To wrap up the day, it’s Indiana again — Fort Wayne, this time — and a stop in Cape Girardeau, Missouri.
Trump at times seems resigned to losing the House. Reagan didn’t have much choice in keeping his final midterms swing to fighting for Senate seats: Democrats had solid control of the House already.
“If Trump loses both chambers, then the comparison will be more comparable,” said Barbara Perry of the University of Virginia’s Miller Center. “Iran-Contra had not really gained steam, other than some beginning conversations. So that is one similarity, because even though the Russia investigation has been talked about more, it really hasn’t come to fruition yet.”
But Perry noted there are also many differences between the 1986 and 2018 midterms for the two presidents. It was Reagan’s second and is Trump’s first, for instance.
“For second-term presidents like Reagan, the question is — because people seem to get tired of them — do they have any coattails at all left?” she said. “As a first-term president, Trump’s coattails should never be stronger — we’re going to find out soon if that’s true of President Trump.”
The differences don’t stop there.
As he boarded Air Force One for his final midterms tour, Reagan’s approval rating was 63 percent, according to Gallup.
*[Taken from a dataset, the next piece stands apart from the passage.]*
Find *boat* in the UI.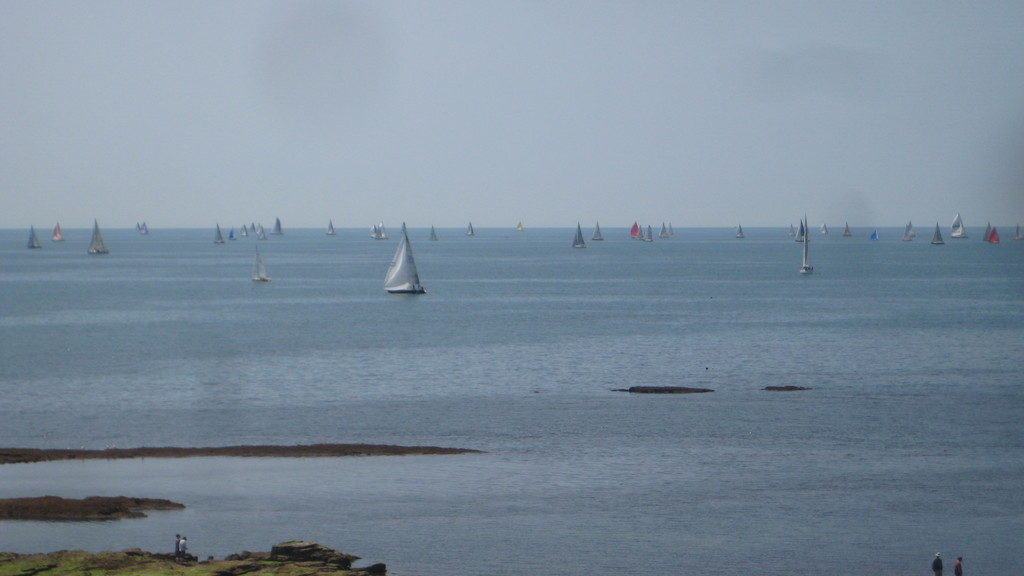
UI element at (905,223,910,241).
Three decades later, the incumbent president will leave the White House on Wednesday afternoon with an approval rating hovering around 40 percent.
“The difference between Ronald Reagan’s pre-election tour in 1986 and Donald Trump’s this year is the difference between a Girl Scout coming to your front door to sell you tasty cookies and an IRS agent showing up to do a painful audit,” said Democratic strategist Brad Bannon.
“The Gipper” was unable to translate that into maintaining a GOP Senate, but this year’s electoral dynamics — with considerably more Democrats running than Republicans, and most of the action in GOP-friendly states — show “The Donald” could help Republicans pick up seats in that chamber even while likely losing the House. (A lone bright spot for Reagan was the election of Arizona Sen. John McCain, who died earlier this year.)
“If Reagan couldn’t help the GOP with 63 percent approval, Republicans shouldn’t count on much aid from a president at 40 percent,” Bannon said. “If the past is prelude, the GOP is hurtling toward a big hurt.”